Claude Computer Use Automation: AI Takes Mac Control
Key Takeaways
- ā¢Anthropic has released 'Computer Use,' a feature that lets its Claude AI autonomously control a Mac, performing tasks from scheduling to coding to attending Zoom calls ā all triggered remotely from a phone.
- ā¢Fireship's video 'Anthropic just released the real Claude Bot...' breaks down what this means for workers, covering the open-source rival OpenClaw and automation demos that range from impressive to ethically questionable.
- ā¢Anthropic CEO Dario Amodei has predicted AI will wipe out up to 50% of entry-level roles in law, finance, and consulting within five years, which lands differently when you've just watched Claude apply for jobs and ace technical interviews on autopilot.
Your Computer, But Claude Is Driving
Anthropic's Claude Computer Use is exactly what it sounds like, and that's what makes it interesting. You give Claude a text prompt, and it takes over the Mac: opening apps, writing documents, scheduling calendar entries, even talking in virtual meetings. No scripts, no macros, no RPA software bolted together with prayers. Just Claude, doing the clicking. The fact that you can kick this off from your phone while you're nowhere near the computer is either the most convenient thing in tech right now or the setup for a very awkward IT support call.
The Android vs iOS of AI Automation
In a recent video, Anthropic just released the real Claude Bot..., Fireship draws a clean comparison between Claude Computer Use and OpenClaw, the open-source alternative, calling it the Android versus iOS of this space. OpenClaw is free, runs locally on your machine, and works with whichever AI model you prefer. Computer Use is paid, closed-source, Mac-only, and exclusively tied to Claude. OpenClaw gives you flexibility. Computer Use gives you a permission-first interface that doesn't require you to touch a command line. If you've ever spent an afternoon fighting a terminal to install something that should have taken four minutes, you already know which lane you're in. The real question isn't which is better ā it's which one you'll actually trust with your files.
The Security Problem Nobody Wants to Talk About
OpenClaw's freedom comes with a cost. A security firm issued a warning about the project's unrestricted access to private data and its ability to communicate externally without much friction. The OpenClaw maintainer themselves reportedly advised less technical users to be cautious, which is a remarkable thing for a project's own maintainer to say out loud. Fireship suggests taking the security firm's warning with some skepticism ā security firms have incentives too ā but the maintainer's own caution is harder to dismiss. Giving any software unrestricted file access and outbound communication is a risk calculation, and it's one a lot of people won't fully understand until something goes wrong. Computer Use's permission-first approach looks a lot more boring by comparison, and right now boring might be the right call, especially if you're running this on the same machine where you keep anything that matters.
Our Analysis: The demo is impressive until you sit with what it's actually showing. An AI that can attend your meetings, apply to jobs, and handle your finances isn't a productivity tool. It's a replacement layer wearing a productivity tool's clothing.
Amodei's 50% displacement prediction for entry-level roles got buried under the excitement of watching Claude click around a screen. That number deserved the headline. The people most at risk are probably the same ones being sold this as a career shortcut.
The OpenClaw comparison matters more than the video let on. Who controls the guardrails controls the outcome.
There's also a subtler issue worth naming: the framing of all this as personal empowerment. The pitch is that you, the individual, can now have an AI handle your busywork. But the same capability that lets you automate your calendar also lets an employer automate your job. The tool is symmetrical. The power dynamics around it are not.
What's missing from most coverage of Computer Use ā and from the broader AI automation conversation ā is an honest accounting of transition costs. Saying that 50% of entry-level roles might disappear doesn't tell you what those people do next, how long the gap lasts, or who absorbs the cost of retraining. Productivity gains at the top of an org chart don't automatically translate into opportunity lower down. They often just translate into fewer positions lower down.
The security angle deserves more attention than it typically gets in demo-driven coverage. An AI that can access your files, communicate externally, and act autonomously on your machine is an enormous attack surface. The difference between Computer Use's sandboxed approach and OpenClaw's open access isn't just a UX preference ā it's a meaningful risk distinction that most users will not think about until it's relevant in the worst possible way. Boring, permission-gated, closed-source software has survived this long for a reason.
Frequently Asked Questions
Can Claude take control of your computer and run tasks automatically?
What's the difference between Claude Computer Use automation and OpenClaw?
Is Claude Computer Use actually safe to run on a machine with sensitive files?
Will AI like Claude actually eliminate 50% of entry-level jobs in the next five years?
Does Claude Computer Use work with Windows or only on Mac?
Based on viewer questions and search trends. These answers reflect our editorial analysis. We may be wrong.
Source: Based on a video by Fireship ā Watch original video
This article was created by NoTime2Watch's editorial team using AI-assisted research. All content includes substantial original analysis and is reviewed for accuracy before publication.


▶ _Task_
Filter this listing down to the lines that contain the word "Placenta", and copy them.

▶ _Task input_
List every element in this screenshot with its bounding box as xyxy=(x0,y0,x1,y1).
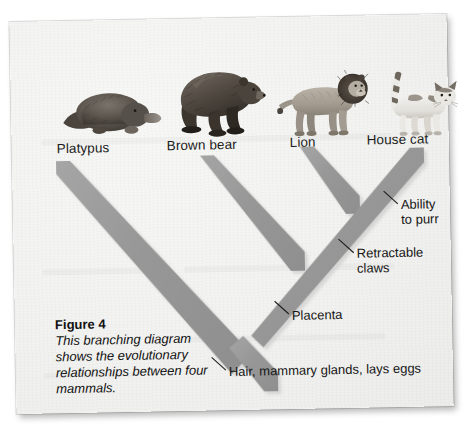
tip-label-house-cat: House cat xyxy=(367,131,429,147)
tip-label-brown-bear: Brown bear xyxy=(167,137,237,153)
trait-label-ability-to-purr: Ability to purr xyxy=(401,196,439,227)
trait-label-placenta: Placenta xyxy=(292,307,343,323)
trait-line-1: Retractable xyxy=(357,244,424,261)
branch-brown-bear xyxy=(200,154,305,273)
tip-label-platypus: Platypus xyxy=(57,140,110,156)
trait-line-1: Ability xyxy=(401,196,439,212)
scanned-page: Platypus Brown bear Lion House cat Abili… xyxy=(9,14,453,414)
brown-bear-illustration xyxy=(170,59,267,139)
trait-line-2: claws xyxy=(357,260,424,277)
trait-line-1: Placenta xyxy=(292,307,343,323)
tip-label-lion: Lion xyxy=(290,134,316,149)
lion-illustration xyxy=(276,67,369,139)
platypus-illustration xyxy=(59,81,164,141)
trait-label-retractable-claws: Retractable claws xyxy=(357,244,424,276)
figure-scene: Platypus Brown bear Lion House cat Abili… xyxy=(0,0,470,431)
house-cat-illustration xyxy=(378,62,459,139)
figure-caption-text: This branching diagram shows the evoluti… xyxy=(55,330,231,397)
figure-caption: Figure 4 This branching diagram shows th… xyxy=(55,314,231,397)
trait-line-2: to purr xyxy=(401,212,439,228)
branch-lion xyxy=(300,146,360,215)
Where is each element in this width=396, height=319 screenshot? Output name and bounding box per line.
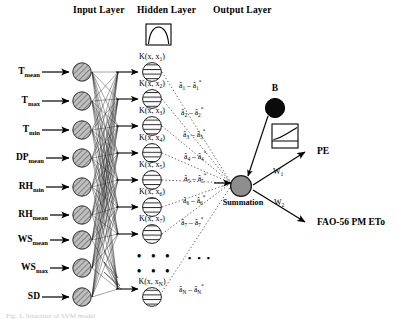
transfer-function-box [272,124,298,148]
hidden-ellipsis-row-1: • • • [137,249,173,264]
hidden-label-k4: K(x, x4) [139,133,165,144]
kernel-function-box [146,24,171,45]
input-label-rhmean: RHmean [0,209,48,221]
alpha-label-n: âN – âN* [179,283,204,295]
bias-arrow [248,116,268,176]
output-arrows [253,152,305,222]
alpha-ellipsis: • • • [188,253,212,263]
hidden-label-k6: K(x, x6) [139,187,165,198]
hidden-label-k7: K(x, x7) [139,214,165,225]
header-hidden-layer: Hidden Layer [137,5,196,15]
input-label-wsmean: WSmean [0,234,48,246]
hidden-label-k2: K(x, x2) [139,79,165,90]
bias-label: B [272,83,278,93]
hidden-ellipsis-row-2: • • • [137,264,173,279]
alpha-label-2: â2 – â2* [181,106,203,118]
alpha-label-7: â7 – â7* [181,216,203,228]
header-output-layer: Output Layer [213,5,272,15]
alpha-label-6: â6 – â6* [183,194,205,206]
alpha-label-5: â5 – â5* [184,172,206,184]
alpha-label-1: â1 – â1* [179,79,201,91]
input-label-dpmean: DPmean [0,152,44,164]
input-label-tmean: Tmean [0,66,40,78]
summation-node [231,176,252,197]
input-nodes [73,63,91,306]
weight-label-w1: W1 [273,167,283,178]
svm-architecture-diagram: Input Layer Hidden Layer Output Layer Tm… [0,0,396,319]
hidden-ellipsis-connectors [104,250,122,290]
figure-caption: Fig. 1. Structure of SVM model [6,312,95,319]
alpha-label-4: â4 – â4* [184,150,206,162]
input-label-tmax: Tmax [0,95,40,107]
bias-node [265,98,284,117]
hidden-label-k3: K(x, x3) [139,106,165,117]
weight-label-w2: W2 [274,198,284,209]
hidden-label-k1: K(x, x1) [139,52,165,63]
summation-label: Summation [223,198,264,207]
hidden-label-k5: K(x, x5) [139,160,165,171]
output-label-pe: PE [317,146,329,156]
input-label-sd: SD [0,291,40,303]
input-label-rhmin: RHmin [0,181,44,193]
alpha-label-3: â3 – â3* [183,128,205,140]
synapse-mesh [92,72,118,297]
input-label-wsmax: WSmax [0,262,48,274]
header-input-layer: Input Layer [73,5,125,15]
input-label-tmin: Tmin [0,124,40,136]
hidden-input-arrows [116,72,138,289]
output-label-eto: FAO-56 PM ETo [317,217,385,227]
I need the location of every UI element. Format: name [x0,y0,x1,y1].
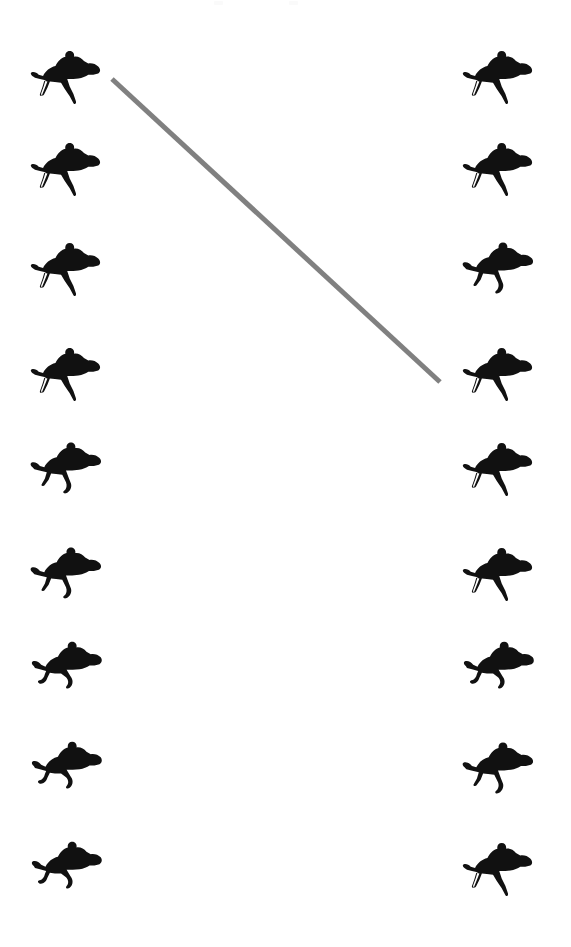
horse-jockey-silhouette-icon [28,545,104,607]
horse-jockey-silhouette-icon [460,48,536,110]
horse-jockey-silhouette-icon [28,740,104,802]
page-canvas [0,0,571,947]
right-horse-3 [460,240,536,302]
horse-jockey-silhouette-icon [28,240,104,302]
horse-jockey-silhouette-icon [28,640,104,702]
right-horse-9 [460,840,536,902]
right-horse-8 [460,740,536,802]
horse-jockey-silhouette-icon [28,345,104,407]
horse-jockey-silhouette-icon [28,48,104,110]
faint-mark-left-icon [214,1,223,5]
horse-jockey-silhouette-icon [460,840,536,902]
left-horse-9 [28,840,104,902]
horse-jockey-silhouette-icon [460,740,536,802]
horse-jockey-silhouette-icon [28,140,104,202]
left-horse-1 [28,48,104,110]
right-horse-5 [460,440,536,502]
left-horse-4 [28,345,104,407]
faint-mark-right-icon [289,1,298,5]
right-horse-2 [460,140,536,202]
left-horse-6 [28,545,104,607]
horse-jockey-silhouette-icon [460,440,536,502]
left-horse-2 [28,140,104,202]
horse-jockey-silhouette-icon [28,840,104,902]
horse-jockey-silhouette-icon [460,240,536,302]
right-horse-7 [460,640,536,702]
right-horse-4 [460,345,536,407]
right-horse-6 [460,545,536,607]
left-horse-5 [28,440,104,502]
horse-jockey-silhouette-icon [460,640,536,702]
horse-jockey-silhouette-icon [460,140,536,202]
left-horse-3 [28,240,104,302]
diagonal-connector-line[interactable] [112,79,440,382]
left-horse-7 [28,640,104,702]
right-horse-1 [460,48,536,110]
horse-jockey-silhouette-icon [28,440,104,502]
horse-jockey-silhouette-icon [460,345,536,407]
left-horse-8 [28,740,104,802]
horse-jockey-silhouette-icon [460,545,536,607]
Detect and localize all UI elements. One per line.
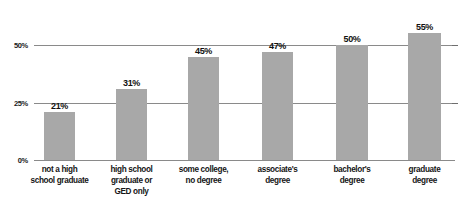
bar-rect[interactable] bbox=[336, 45, 368, 160]
x-axis-label-graduate-degree: graduate degree bbox=[382, 164, 467, 186]
bar-value-label: 47% bbox=[269, 41, 286, 51]
bar-value-label: 50% bbox=[344, 34, 361, 44]
bar-group-not-a-high-school-graduate: 21% bbox=[44, 112, 75, 160]
bar-rect[interactable] bbox=[44, 112, 75, 160]
bar-group-associates-degree: 47% bbox=[262, 52, 293, 160]
bar-rect[interactable] bbox=[188, 57, 219, 160]
bar-value-label: 21% bbox=[51, 101, 68, 111]
bar-rect[interactable] bbox=[116, 89, 147, 160]
bar-rect[interactable] bbox=[262, 52, 293, 160]
bar-value-label: 31% bbox=[123, 78, 140, 88]
bar-chart: 50% 25% 0% 21% 31% 45% 47% 50% 5 bbox=[0, 0, 468, 217]
bar-group-high-school-graduate-or-ged-only: 31% bbox=[116, 89, 147, 160]
bar-group-bachelors-degree: 50% bbox=[336, 45, 368, 160]
bar-value-label: 55% bbox=[416, 22, 433, 32]
x-axis-label-associates-degree: associate's degree bbox=[235, 164, 320, 186]
bar-group-graduate-degree: 55% bbox=[408, 33, 441, 160]
bar-value-label: 45% bbox=[195, 46, 212, 56]
bar-rect[interactable] bbox=[408, 33, 441, 160]
bar-group-some-college-no-degree: 45% bbox=[188, 57, 219, 160]
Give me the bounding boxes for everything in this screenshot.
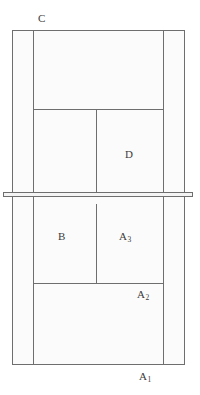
region-c-bottom-divider <box>33 109 163 110</box>
label-a2-subscript: 2 <box>146 293 150 302</box>
label-a1-subscript: 1 <box>148 375 152 384</box>
label-a3-subscript: 3 <box>128 235 132 244</box>
mid-horizontal-band <box>3 192 193 197</box>
region-a2-top-divider <box>33 283 163 284</box>
label-c: C <box>38 13 46 24</box>
label-b: B <box>58 231 66 242</box>
region-b-a3-divider <box>96 204 97 283</box>
label-a2: A2 <box>137 289 149 300</box>
region-d-left-divider <box>96 109 97 192</box>
label-d: D <box>125 149 133 160</box>
label-a1: A1 <box>139 371 151 382</box>
label-a2-base: A <box>137 288 145 300</box>
outer-frame <box>12 30 185 365</box>
technical-diagram: C D B A3 A2 A1 <box>0 0 200 395</box>
label-a1-base: A <box>139 370 147 382</box>
right-column-divider <box>163 30 164 365</box>
left-column-divider <box>33 30 34 365</box>
label-a3-base: A <box>119 230 127 242</box>
label-a3: A3 <box>119 231 131 242</box>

▶ _Your solution_
trait-label-placenta: Placenta xyxy=(292,307,343,323)
trait-line-1: Placenta xyxy=(292,307,343,323)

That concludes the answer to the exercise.